The clock is ticking. It’s been ticking since the day you were born. And it’s not going to stop just because you’re not ready.

Memento mori.
Now go seize your damn day.
You know what the most dangerous word in the English language is?
Someday.
“Someday I’ll start that business.”
“Someday I’ll learn to play the guitar.”
“Someday I’ll travel to Japan.”
“Someday I’ll tell them how I really feel.”
Here’s what someday actually means: NEVER.
Someday is the place where dreams go to die. It’s a psychological escape hatch that lets you feel good about having ambitions without ever having to do the uncomfortable work of actually pursuing them.
According to research from the University of Scranton, only 8% of people actually achieve their New Year’s resolutions. That means 92% of people are living in permanent “someday” mode, perpetually deferring their lives to a future that never quite arrives.

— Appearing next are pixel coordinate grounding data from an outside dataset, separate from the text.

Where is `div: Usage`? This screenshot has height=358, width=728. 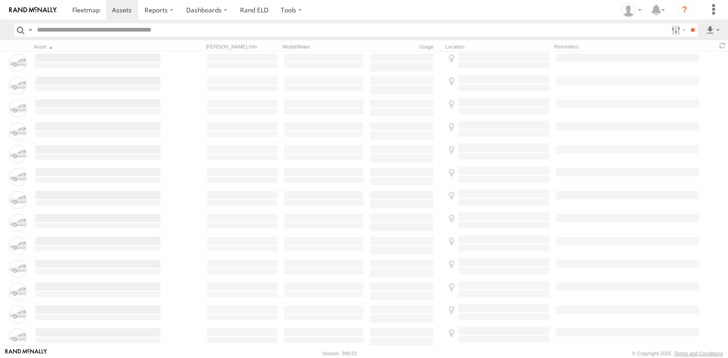 div: Usage is located at coordinates (405, 47).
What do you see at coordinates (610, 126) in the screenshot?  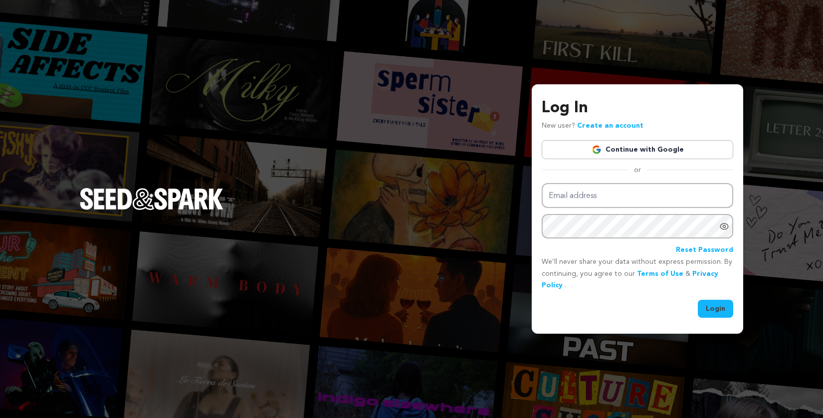 I see `a: Create an account` at bounding box center [610, 126].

But here’s the beautiful, terrifying truth: you don’t need more time. You need more URGENCY.
That’s what the Memento Mori mindset gives you. It transforms “someday” into “today.” It converts vague aspirations into concrete actions. It turns the abstract concept of mortality into a practical tool for getting your ass in gear.
Because when you look at that chart and see those empty squares dwindling, “someday” suddenly feels a lot less comforting. Suddenly, it feels like what it actually is: a lie you tell yourself to avoid discomfort.
And maybe—just maybe—that uncomfortable truth is exactly what you need to finally start living. To finally stop procrastinating and seize the day like you mean it.
DISCLOSURE: In my article, I’ve mentioned a few products and services, all in a valiant attempt to turbocharge your life. Some of them are affiliate links. This is basically my not-so-secret way of saying, “Hey, be a superhero and click on these links.” When you joyfully tap and spend, I’ll be showered with some shiny coins, and the best part? It won’t cost you an extra dime, not even a single chocolate chip. Your kind support through these affiliate escapades ensures I can keep publishing these useful (and did I mention free?) articles for you in the future.